Senate Republicans today revived two controversial education reform ideas hours after it appeared House Democrats had buried them for this session.
Measures to assign schools a letter grade based on various performance metrics and to collect data on student suspensions and expulsions are part of an omnibus bill introduced today by the leader of the Senate education committee.
A hearing on Senate Bill 5901 is set for 3:30 p.m. today in the Senate Ways and Means Committee.
Republican Sen. Steve Litzow of Mercer Island, the prime sponsor, said most of the content is drawn from bills which passed the Senate and died when the House did not pass them before a Wednesday deadline for action on non-budget bills.
“I just wanted to make sure we still have a vehicle to keep these policies alive,” he said today.
For example, Gov. Jay Inslee didn’t like the Senate bill on school grading but is interested in the idea, Litzow said.
“This bill provides a vehicle for the governor, the House and the Senate to get together to make school grading work,” he said, adding he’s not wedded to the details in the bill dropped today.
Earlier this month, Inslee appeared to ping-pong between his comments as a candidate supportiing grading schools on an A-F basis and opposition he expressed as governor to the bill pushed by Senate Republicans.
But the governor sent a letter (attached) to members of the House and Senate education committees laying out his criteria for a “fair, transparent and understandable education accountability system that supports schools in their efforts to improve.”
Other elements of Senate Bill 5901 would eliminate the use of open-ended suspensions and collect data on the number of students suspended and kicked out of school. It also erases several state mandates imposed on local school districts and creates a new legislative committee to study salaries of teachers and staff, and local levies.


:: Task prompt ::
Each record, exactly as written, should be printed again.

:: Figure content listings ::
+ + + +

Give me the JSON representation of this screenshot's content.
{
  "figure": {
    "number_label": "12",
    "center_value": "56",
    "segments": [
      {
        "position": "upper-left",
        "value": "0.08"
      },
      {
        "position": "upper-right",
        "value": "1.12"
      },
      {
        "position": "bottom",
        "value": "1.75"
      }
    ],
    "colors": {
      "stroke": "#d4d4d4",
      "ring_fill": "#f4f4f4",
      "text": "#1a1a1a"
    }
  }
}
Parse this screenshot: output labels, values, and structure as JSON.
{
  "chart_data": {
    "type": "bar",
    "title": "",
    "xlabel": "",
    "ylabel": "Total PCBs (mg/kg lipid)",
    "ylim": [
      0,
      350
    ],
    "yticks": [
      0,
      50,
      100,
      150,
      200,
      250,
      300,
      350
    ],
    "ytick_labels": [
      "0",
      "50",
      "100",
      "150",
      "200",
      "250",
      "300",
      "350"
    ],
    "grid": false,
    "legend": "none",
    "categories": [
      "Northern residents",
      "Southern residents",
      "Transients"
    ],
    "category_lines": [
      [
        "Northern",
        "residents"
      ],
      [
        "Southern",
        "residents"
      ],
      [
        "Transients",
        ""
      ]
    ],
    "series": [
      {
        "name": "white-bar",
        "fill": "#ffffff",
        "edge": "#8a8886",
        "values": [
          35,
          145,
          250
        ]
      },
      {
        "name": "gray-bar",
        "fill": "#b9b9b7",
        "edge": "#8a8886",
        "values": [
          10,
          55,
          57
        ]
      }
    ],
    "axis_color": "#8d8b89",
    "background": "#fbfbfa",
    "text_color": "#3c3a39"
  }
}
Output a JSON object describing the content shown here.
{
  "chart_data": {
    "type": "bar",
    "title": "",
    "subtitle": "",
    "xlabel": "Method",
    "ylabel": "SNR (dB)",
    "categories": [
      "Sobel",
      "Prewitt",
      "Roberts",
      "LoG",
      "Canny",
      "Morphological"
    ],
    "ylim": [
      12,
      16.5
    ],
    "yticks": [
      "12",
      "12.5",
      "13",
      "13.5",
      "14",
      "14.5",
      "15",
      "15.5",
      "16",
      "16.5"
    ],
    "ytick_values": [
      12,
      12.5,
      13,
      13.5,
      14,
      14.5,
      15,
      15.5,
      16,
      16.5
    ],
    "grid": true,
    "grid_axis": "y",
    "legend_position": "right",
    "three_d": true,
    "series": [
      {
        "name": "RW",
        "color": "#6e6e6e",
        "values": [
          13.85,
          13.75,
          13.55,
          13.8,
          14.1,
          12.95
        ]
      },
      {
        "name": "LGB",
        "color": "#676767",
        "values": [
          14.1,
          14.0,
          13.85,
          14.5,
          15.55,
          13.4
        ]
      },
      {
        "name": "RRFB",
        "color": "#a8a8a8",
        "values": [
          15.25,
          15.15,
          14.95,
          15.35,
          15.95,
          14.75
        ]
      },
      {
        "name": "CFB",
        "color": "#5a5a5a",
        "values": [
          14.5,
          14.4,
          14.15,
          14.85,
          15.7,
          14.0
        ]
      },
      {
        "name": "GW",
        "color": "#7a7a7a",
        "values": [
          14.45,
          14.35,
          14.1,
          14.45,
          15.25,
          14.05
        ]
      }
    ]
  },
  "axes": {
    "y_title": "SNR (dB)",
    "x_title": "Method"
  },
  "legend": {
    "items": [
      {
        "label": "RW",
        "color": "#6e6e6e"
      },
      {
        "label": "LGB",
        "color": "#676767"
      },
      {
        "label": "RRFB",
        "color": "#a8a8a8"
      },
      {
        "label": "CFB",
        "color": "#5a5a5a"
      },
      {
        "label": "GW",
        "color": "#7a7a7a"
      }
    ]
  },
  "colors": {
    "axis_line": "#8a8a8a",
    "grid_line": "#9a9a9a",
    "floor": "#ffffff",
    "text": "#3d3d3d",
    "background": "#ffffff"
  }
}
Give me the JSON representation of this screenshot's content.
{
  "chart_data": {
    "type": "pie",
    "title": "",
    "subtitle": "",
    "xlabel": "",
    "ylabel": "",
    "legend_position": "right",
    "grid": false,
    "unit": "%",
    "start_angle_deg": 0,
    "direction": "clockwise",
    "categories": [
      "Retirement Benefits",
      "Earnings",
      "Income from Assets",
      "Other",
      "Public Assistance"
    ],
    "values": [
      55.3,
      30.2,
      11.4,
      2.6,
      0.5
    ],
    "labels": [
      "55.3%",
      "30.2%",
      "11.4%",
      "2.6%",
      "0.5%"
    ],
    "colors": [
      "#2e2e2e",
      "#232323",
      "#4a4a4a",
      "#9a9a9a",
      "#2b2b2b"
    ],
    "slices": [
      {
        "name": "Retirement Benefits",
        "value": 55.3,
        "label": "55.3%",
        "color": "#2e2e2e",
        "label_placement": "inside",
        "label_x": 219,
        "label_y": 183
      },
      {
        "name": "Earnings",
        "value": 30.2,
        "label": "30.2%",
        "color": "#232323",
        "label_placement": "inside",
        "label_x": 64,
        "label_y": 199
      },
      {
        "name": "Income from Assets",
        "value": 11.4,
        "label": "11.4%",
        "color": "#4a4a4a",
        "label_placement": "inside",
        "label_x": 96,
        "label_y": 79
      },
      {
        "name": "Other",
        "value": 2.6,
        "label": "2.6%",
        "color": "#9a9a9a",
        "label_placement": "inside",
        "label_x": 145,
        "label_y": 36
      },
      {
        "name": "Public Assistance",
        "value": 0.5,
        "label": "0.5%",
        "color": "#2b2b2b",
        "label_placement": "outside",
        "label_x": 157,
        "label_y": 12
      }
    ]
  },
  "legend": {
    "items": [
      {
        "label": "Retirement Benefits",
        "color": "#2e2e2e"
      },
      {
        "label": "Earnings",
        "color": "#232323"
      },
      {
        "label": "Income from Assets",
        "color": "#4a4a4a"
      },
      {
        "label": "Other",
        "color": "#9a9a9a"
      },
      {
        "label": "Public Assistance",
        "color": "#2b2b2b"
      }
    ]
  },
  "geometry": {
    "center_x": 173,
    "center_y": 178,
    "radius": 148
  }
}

+ + + +

:: The completed task ::
Give me the JSON representation of this screenshot's content.
{
  "figure": {
    "number_label": "12",
    "center_value": "56",
    "segments": [
      {
        "position": "upper-left",
        "value": "0.08"
      },
      {
        "position": "upper-right",
        "value": "1.12"
      },
      {
        "position": "bottom",
        "value": "1.75"
      }
    ],
    "colors": {
      "stroke": "#d4d4d4",
      "ring_fill": "#f4f4f4",
      "text": "#1a1a1a"
    }
  }
}
Parse this screenshot: output labels, values, and structure as JSON.
{
  "chart_data": {
    "type": "bar",
    "title": "",
    "xlabel": "",
    "ylabel": "Total PCBs (mg/kg lipid)",
    "ylim": [
      0,
      350
    ],
    "yticks": [
      0,
      50,
      100,
      150,
      200,
      250,
      300,
      350
    ],
    "ytick_labels": [
      "0",
      "50",
      "100",
      "150",
      "200",
      "250",
      "300",
      "350"
    ],
    "grid": false,
    "legend": "none",
    "categories": [
      "Northern residents",
      "Southern residents",
      "Transients"
    ],
    "category_lines": [
      [
        "Northern",
        "residents"
      ],
      [
        "Southern",
        "residents"
      ],
      [
        "Transients",
        ""
      ]
    ],
    "series": [
      {
        "name": "white-bar",
        "fill": "#ffffff",
        "edge": "#8a8886",
        "values": [
          35,
          145,
          250
        ]
      },
      {
        "name": "gray-bar",
        "fill": "#b9b9b7",
        "edge": "#8a8886",
        "values": [
          10,
          55,
          57
        ]
      }
    ],
    "axis_color": "#8d8b89",
    "background": "#fbfbfa",
    "text_color": "#3c3a39"
  }
}
Output a JSON object describing the content shown here.
{
  "chart_data": {
    "type": "bar",
    "title": "",
    "subtitle": "",
    "xlabel": "Method",
    "ylabel": "SNR (dB)",
    "categories": [
      "Sobel",
      "Prewitt",
      "Roberts",
      "LoG",
      "Canny",
      "Morphological"
    ],
    "ylim": [
      12,
      16.5
    ],
    "yticks": [
      "12",
      "12.5",
      "13",
      "13.5",
      "14",
      "14.5",
      "15",
      "15.5",
      "16",
      "16.5"
    ],
    "ytick_values": [
      12,
      12.5,
      13,
      13.5,
      14,
      14.5,
      15,
      15.5,
      16,
      16.5
    ],
    "grid": true,
    "grid_axis": "y",
    "legend_position": "right",
    "three_d": true,
    "series": [
      {
        "name": "RW",
        "color": "#6e6e6e",
        "values": [
          13.85,
          13.75,
          13.55,
          13.8,
          14.1,
          12.95
        ]
      },
      {
        "name": "LGB",
        "color": "#676767",
        "values": [
          14.1,
          14.0,
          13.85,
          14.5,
          15.55,
          13.4
        ]
      },
      {
        "name": "RRFB",
        "color": "#a8a8a8",
        "values": [
          15.25,
          15.15,
          14.95,
          15.35,
          15.95,
          14.75
        ]
      },
      {
        "name": "CFB",
        "color": "#5a5a5a",
        "values": [
          14.5,
          14.4,
          14.15,
          14.85,
          15.7,
          14.0
        ]
      },
      {
        "name": "GW",
        "color": "#7a7a7a",
        "values": [
          14.45,
          14.35,
          14.1,
          14.45,
          15.25,
          14.05
        ]
      }
    ]
  },
  "axes": {
    "y_title": "SNR (dB)",
    "x_title": "Method"
  },
  "legend": {
    "items": [
      {
        "label": "RW",
        "color": "#6e6e6e"
      },
      {
        "label": "LGB",
        "color": "#676767"
      },
      {
        "label": "RRFB",
        "color": "#a8a8a8"
      },
      {
        "label": "CFB",
        "color": "#5a5a5a"
      },
      {
        "label": "GW",
        "color": "#7a7a7a"
      }
    ]
  },
  "colors": {
    "axis_line": "#8a8a8a",
    "grid_line": "#9a9a9a",
    "floor": "#ffffff",
    "text": "#3d3d3d",
    "background": "#ffffff"
  }
}
Give me the JSON representation of this screenshot's content.
{
  "chart_data": {
    "type": "pie",
    "title": "",
    "subtitle": "",
    "xlabel": "",
    "ylabel": "",
    "legend_position": "right",
    "grid": false,
    "unit": "%",
    "start_angle_deg": 0,
    "direction": "clockwise",
    "categories": [
      "Retirement Benefits",
      "Earnings",
      "Income from Assets",
      "Other",
      "Public Assistance"
    ],
    "values": [
      55.3,
      30.2,
      11.4,
      2.6,
      0.5
    ],
    "labels": [
      "55.3%",
      "30.2%",
      "11.4%",
      "2.6%",
      "0.5%"
    ],
    "colors": [
      "#2e2e2e",
      "#232323",
      "#4a4a4a",
      "#9a9a9a",
      "#2b2b2b"
    ],
    "slices": [
      {
        "name": "Retirement Benefits",
        "value": 55.3,
        "label": "55.3%",
        "color": "#2e2e2e",
        "label_placement": "inside",
        "label_x": 219,
        "label_y": 183
      },
      {
        "name": "Earnings",
        "value": 30.2,
        "label": "30.2%",
        "color": "#232323",
        "label_placement": "inside",
        "label_x": 64,
        "label_y": 199
      },
      {
        "name": "Income from Assets",
        "value": 11.4,
        "label": "11.4%",
        "color": "#4a4a4a",
        "label_placement": "inside",
        "label_x": 96,
        "label_y": 79
      },
      {
        "name": "Other",
        "value": 2.6,
        "label": "2.6%",
        "color": "#9a9a9a",
        "label_placement": "inside",
        "label_x": 145,
        "label_y": 36
      },
      {
        "name": "Public Assistance",
        "value": 0.5,
        "label": "0.5%",
        "color": "#2b2b2b",
        "label_placement": "outside",
        "label_x": 157,
        "label_y": 12
      }
    ]
  },
  "legend": {
    "items": [
      {
        "label": "Retirement Benefits",
        "color": "#2e2e2e"
      },
      {
        "label": "Earnings",
        "color": "#232323"
      },
      {
        "label": "Income from Assets",
        "color": "#4a4a4a"
      },
      {
        "label": "Other",
        "color": "#9a9a9a"
      },
      {
        "label": "Public Assistance",
        "color": "#2b2b2b"
      }
    ]
  },
  "geometry": {
    "center_x": 173,
    "center_y": 178,
    "radius": 148
  }
}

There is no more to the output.